US proposes new rules to increase organ transplants

Donald Trump speaks during an event on kidney health in Washington. PHOTO: AP

WASHINGTON (AP) - The US government proposed new rules on Tuesday (Dec 17) to increase organ transplants - steps to make it easier for the living to donate and to make sure that organs from the deceased don't go to waste.

The proposals come after President Donald Trump in July ordered a revamping of the nation's care for kidney disease that included spurring more transplants of kidneys and other organs.

Thousands die every year while waiting for a transplant. There are many reasons for the organ shortage.

An Associated Press analysis recently found some of the groups that collect organs at death secure donors at half the rate of others - leaving behind potentially usable organs.

And other studies suggest people hold off on volunteering to be a living donor because they can't afford the time off work.

Tuesday's proposals address those two challenges. If the rules become final, they would:

* Allow living donors to be reimbursed for lost wages and child care or elder care expenses incurred during their hospitalisation and recovery. Still to be determined is exactly who will qualify.

Currently, the transplant recipient's insurance pays the donor's medical bills, but donors are out of work for weeks recuperating and not all employers allow some form of paid time off.

* Hold the "organ procurement organisations" (OPOs) that collect deceased donations to stricter standards. Rather than self-reporting their success, each OPO's donation and transplantation rates would be calculated using federal death records that show the entire pool of potential donors each has to draw from.

For the first time, that change would allow the government to rank OPO performance.
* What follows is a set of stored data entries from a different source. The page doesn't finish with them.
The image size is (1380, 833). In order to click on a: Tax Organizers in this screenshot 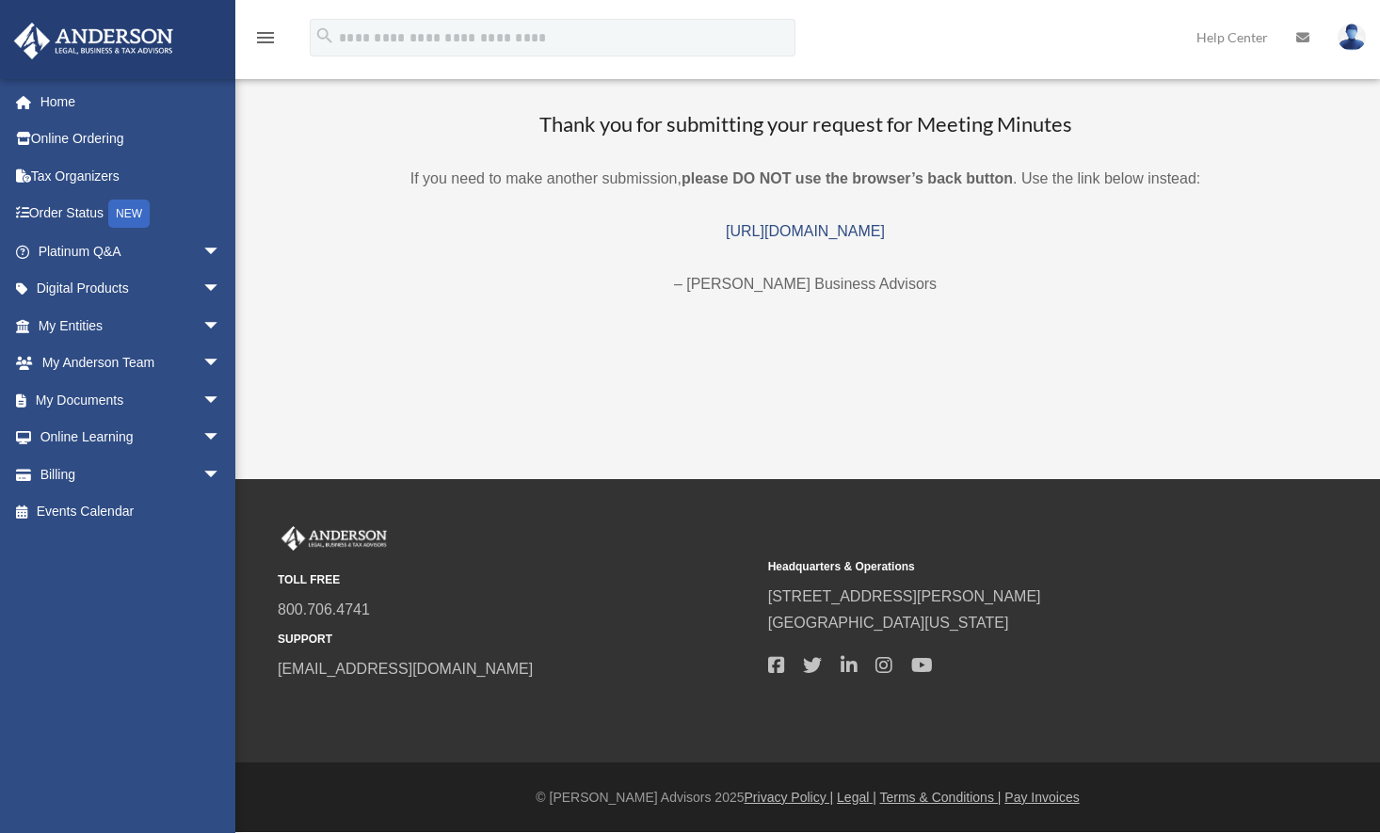, I will do `click(131, 176)`.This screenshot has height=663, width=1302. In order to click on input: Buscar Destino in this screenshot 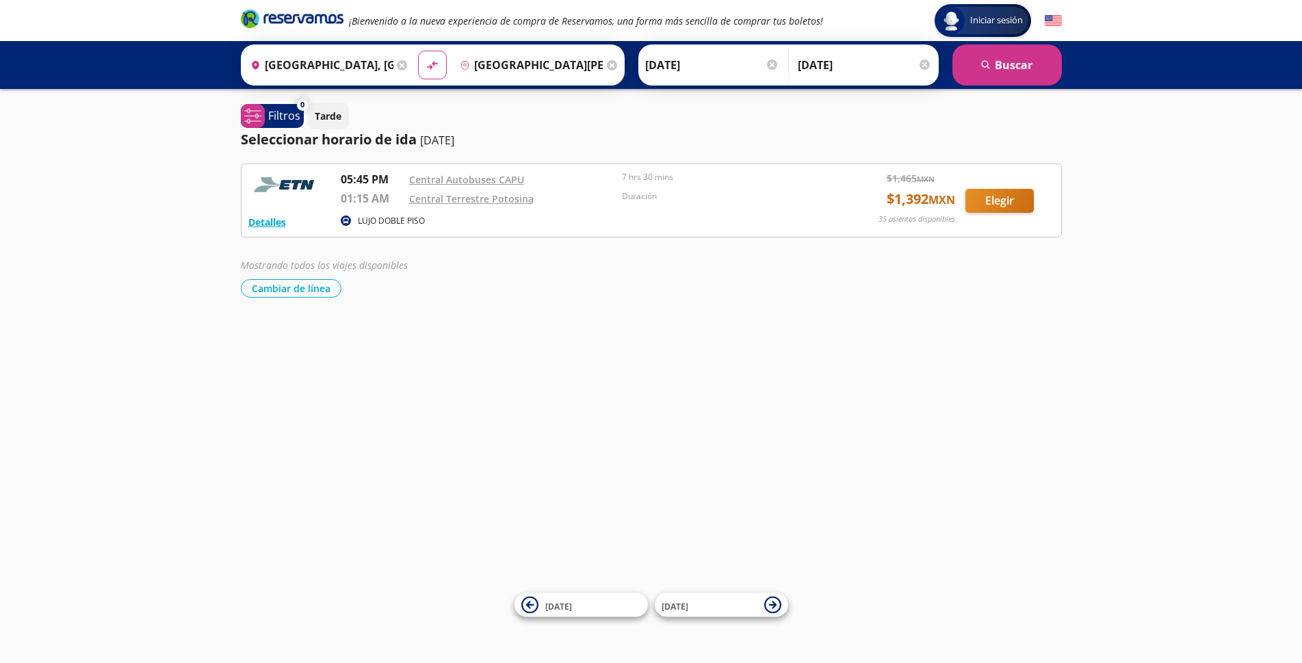, I will do `click(529, 65)`.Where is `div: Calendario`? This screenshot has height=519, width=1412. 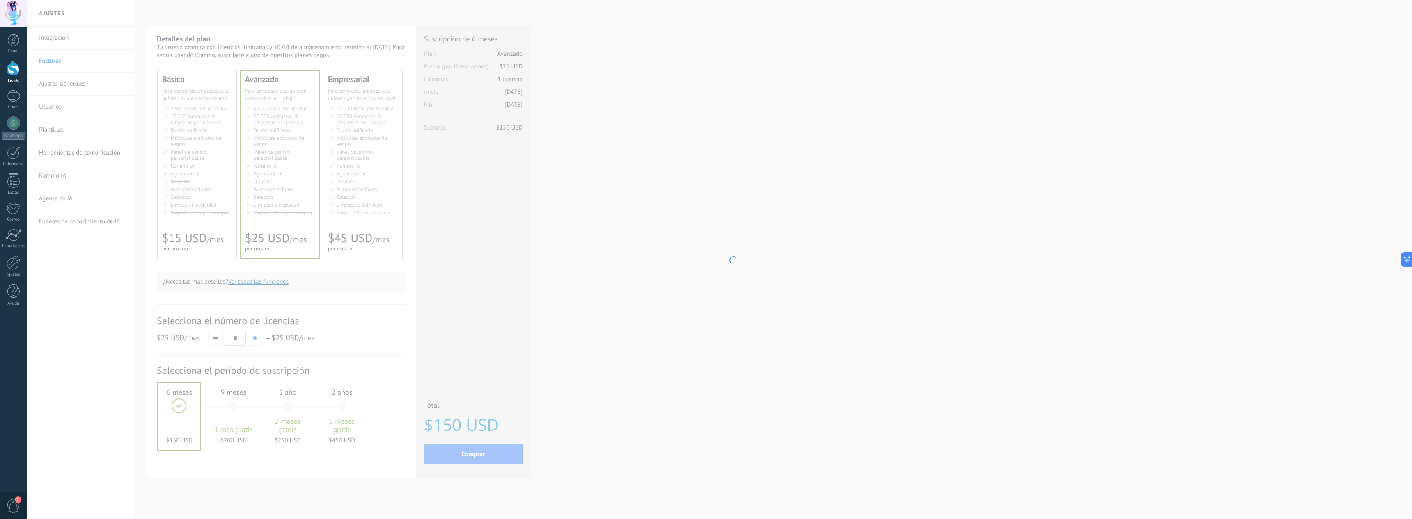 div: Calendario is located at coordinates (14, 164).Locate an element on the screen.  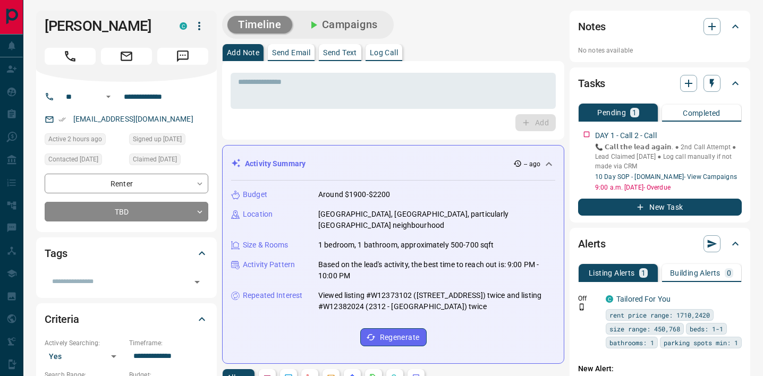
a: Tailored For You is located at coordinates (643, 299). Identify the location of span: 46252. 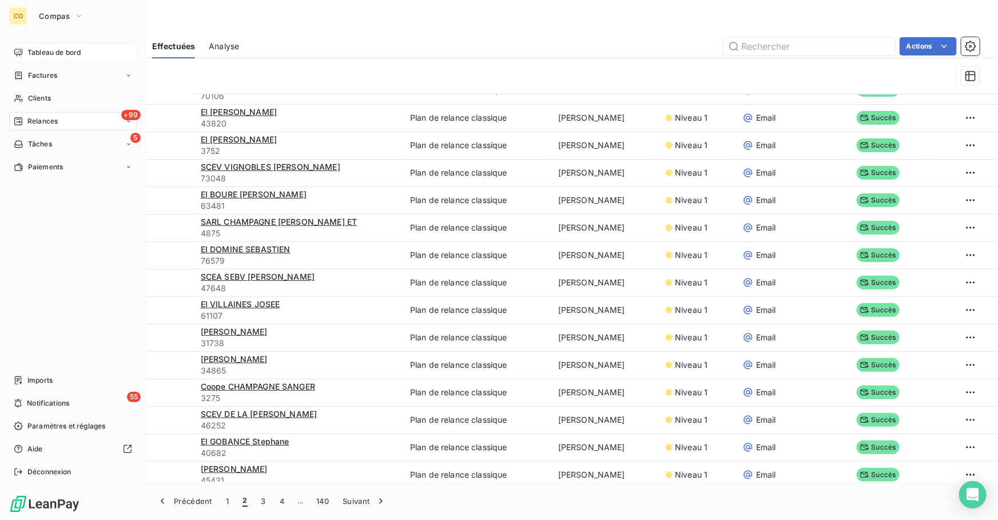
(299, 426).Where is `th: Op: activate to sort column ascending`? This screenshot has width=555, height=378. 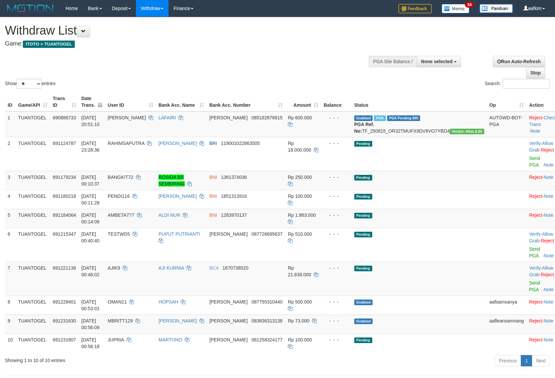
th: Op: activate to sort column ascending is located at coordinates (507, 102).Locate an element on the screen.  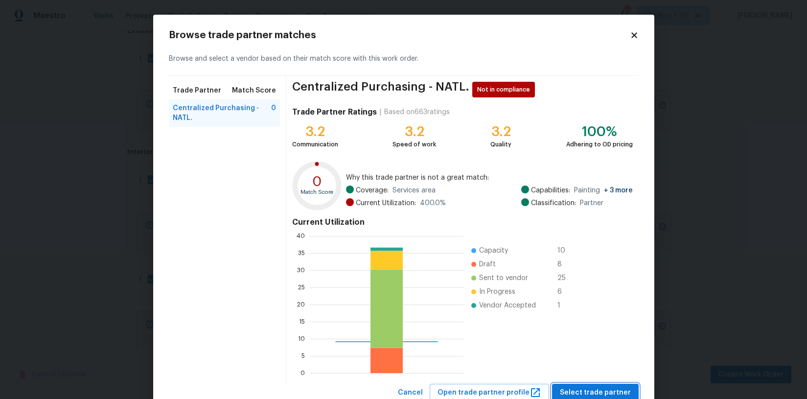
span: Open trade partner profile is located at coordinates (489, 392).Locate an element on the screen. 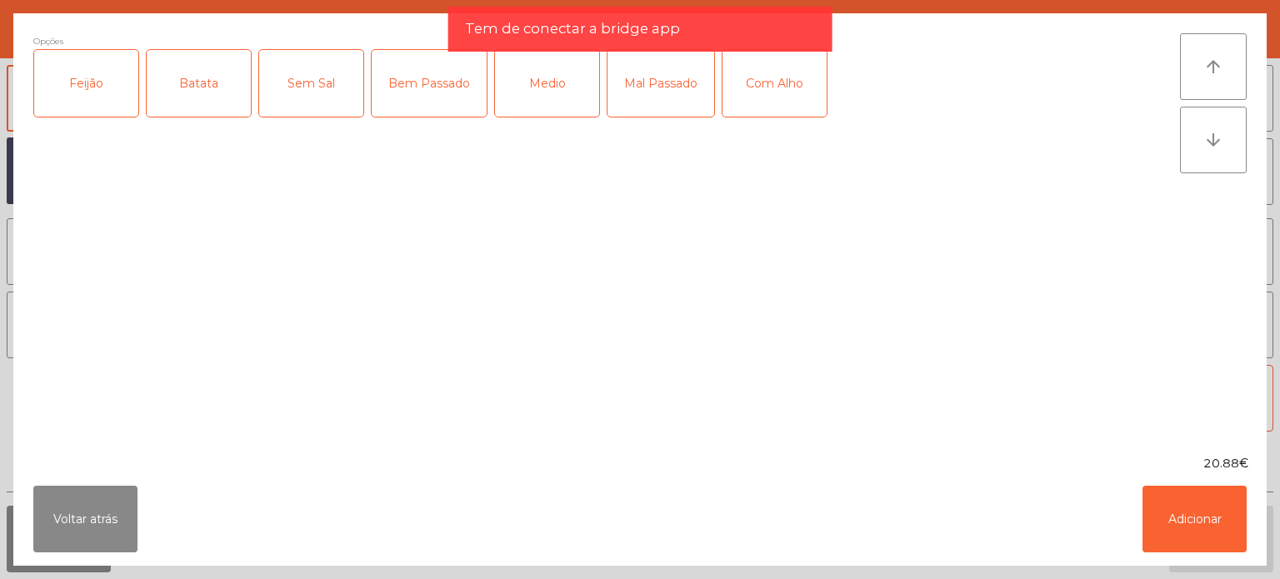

The proposal would require the government to do yearly evaluations and push low-performing OPOs to match those doing a better job.

The rules are open for public comment for 60 days before taking effect.

"Our broken system of procuring organs and supporting kidney donors' costs thousands of American lives each year," Health and Human Services Secretary Alex Azar said in a statement.

More than 113,000 people are on the US waiting list for a transplant.

It's not clear how big an impact the new rules would have, but a 2017 study led by University of Pennsylvania researchers calculated that a better-functioning system to secure deceased donors could produce up to 28,000 more organs a year.

And people lucky enough to receive a kidney or part of a liver from a living donor not only cut years off their transplant wait, but those organs tend to survive longer. Yet, fewer than 7,000 of the 36,529 transplants performed last year were from living donors.